Anonymous Freak wrote:You have it exactly right. It was a short-lived 3D accelerator chip. The only mass-market card I know of that used it was the Matrox m3D. (I had one.) It was the first 3D accelerator that could do 24-bit (or 32-bit) color, but it was slower than a same-timeframe Voodoo 2. It also had *VERY* little developer support (and only got DirectX support in Windows VERY late.)

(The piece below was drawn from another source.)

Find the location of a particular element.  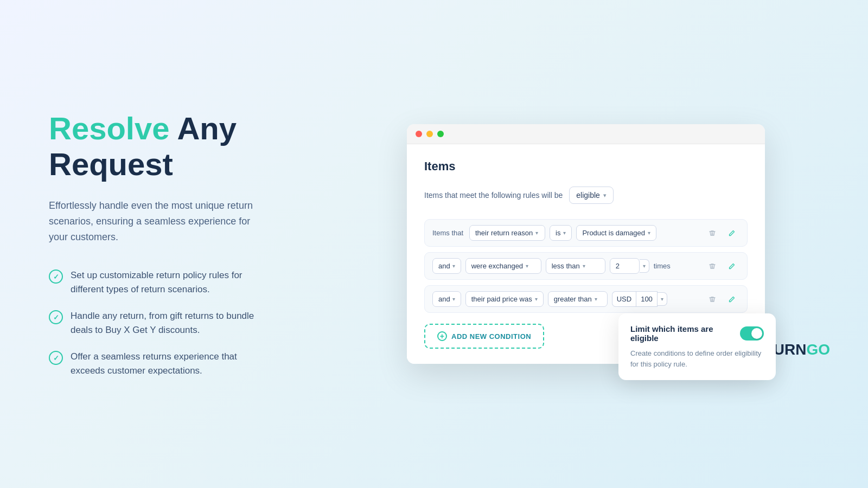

PowerVR generally had better visuals than the contemporary cards, especially since it could run 24 bit higher at almost no performance loss. It had issues with Direct3D games, unless they were tweaked for the card (PowerVR Ready games). Saying it only got DirectX support very late is wrong, it had DirectX 3 support from the start in 1996. Developer support with it's proprietary API, PowerSGL was better than the other non-Glide/Direct3D API's. Just look at this list with all the supported games. There are three card series that supported the PowerSGL API, PCX1, PCX2 and the Neon250. The PCX2 (Matrox M3D, Apocalypse 3Dx) are the most common, while PCX1 (Apocalypse 3D) and Neon250 are pretty rare today.

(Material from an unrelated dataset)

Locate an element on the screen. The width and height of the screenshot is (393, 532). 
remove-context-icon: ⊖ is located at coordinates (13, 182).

Why do people want a PowerVR card? Some games have ports which look better than the 3DFX/Direct3D counterparts. Examples are Mechwarrior 2, Virtual On, Tomb Raider, Resident Evil.

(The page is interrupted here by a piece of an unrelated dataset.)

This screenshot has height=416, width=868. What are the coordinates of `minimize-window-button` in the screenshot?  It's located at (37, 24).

They show up on Ebay from time to time, but they are a bit rare nowadays. Since the main cards do not have a VGA output connector I think many people so no use in saving it and threw it away in the early 2000's. Alucard86 here on vogons just paid 40 euro for his card. I haven't seen one go below 30 dollars for quite some time on Ebay. Expect 25-40 euros on Ebay for a Matrox M3D or Apocalypse 3Dx. PCX1 and Neon250 even more than that.